There are two specific guides that help answer that question more directly. The first is the OWASP Securing Agentic Applications Guide (80 pages, July 2025), an engineering manual from the same team behind the Agentic Top 10. The second is Casaba Security’s Agentic AI Security Guide (v1.2, April 2026), written by a penetration testing firm based on findings from actual engagements.

Between the two, you get both the framework and the field report. Here’s what I think matters, organized around the risks that show up in practice and the architectural decisions that address them.

A useful starting point

Before getting into specifics, one concept from the OWASP guide is worth mentioning first. The guide decomposes “an agent” into six Key Components (KC1 through KC6): the language model (KC1), orchestration and control flow (KC2), reasoning and planning (KC3), memory (KC4), tool integration (KC5), and the operational environment (KC6). Each has its own attack surface, and the risks below target specific components. This matters because you can’t secure a system you haven’t decomposed. I’m betting that teams mapping their agent to these six components will find gaps in KC4 (memory) and KC6 (operational environment), the components that existing threat models don’t cover well.

Untrusted Data Reaching the Control Plane

The risk that underlies almost everything else in agentic security is indirect prompt injection, what the research community calls XPIA. Most people think of prompt injection as a user typing something malicious into a chat box. The indirect version is harder to spot. The injection comes from the data the agent processes, not from the user: documents in RAG indices, tool outputs, emails, web pages, API responses, CRM records. Anywhere the agent reads untrusted data, an attacker can plant instructions.

Casaba breaks XPIA into four attack surfaces. Perception-layer injection hides instructions in content the agent ingests, but humans can’t see (e.g., CSS display: none, HTML comments, aria-label attributes). Research shows these alter agent outputs in 15-29% of tested cases. Instead of injecting explicit commands, the attacker fills the source content with confident, authoritative language that leans in a particular direction. The agent isn’t being told what to say. But when most of what it reads carries the same framing, its synthesis reflects that framing. There’s no payload to detect because the attack is in the aggregate rather than in any single document.

Memory and learning attacks corrupt stored context, so the compromise persists across sessions. Action-layer attacks embed explicit instruction sequences in external resources that, when ingested, override safety alignment.

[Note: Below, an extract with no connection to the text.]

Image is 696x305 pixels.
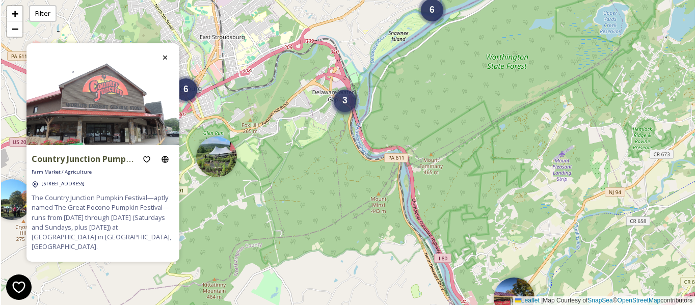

The architectural response: separate the data plane from the control plane. This is the single most important design decision. The OWASP guide highlights Google’s CaMeL as the cleanest conceptual model. A privileged LLM receives only trusted inputs and generates control flow (which tools to call, in what order). A quarantined LLM processes untrusted data (web content, email bodies, retrieved documents) and has no access to tools. Prompt injection in a retrieved document hits the quarantined LLM, which can’t invoke tools. The injection has nowhere to go. CaMeL also isolates memory: the quarantined LLM’s context doesn’t leak into the privileged LLM’s memory, which prevents poisoned data from influencing future control flow decisions.

CaMeL remains a research architecture. A follow-up paper (May 2025) adds prompt screening, tiered-risk access, and output auditing, but no production deployments have been published. What is shipping in production is the underlying principle: external enforcement layers that sit between the agent and its tools. Check Points, Zenity’s runtime agent monitor, Lasso Security’s MCP Gateway, and Airia’s model-agnostic control plane all enforce the same boundary: untrusted content can’t directly trigger tool invocations. They do it through runtime policy engines and gateways rather than a second LLM, but the design principle is identical.

What to watch for: Any workflow where an agent retrieves or processes content from sources outside your direct control. Email summarizers, web research agents, document analyzers, RAG-based assistants. All are at high risk for XPIA.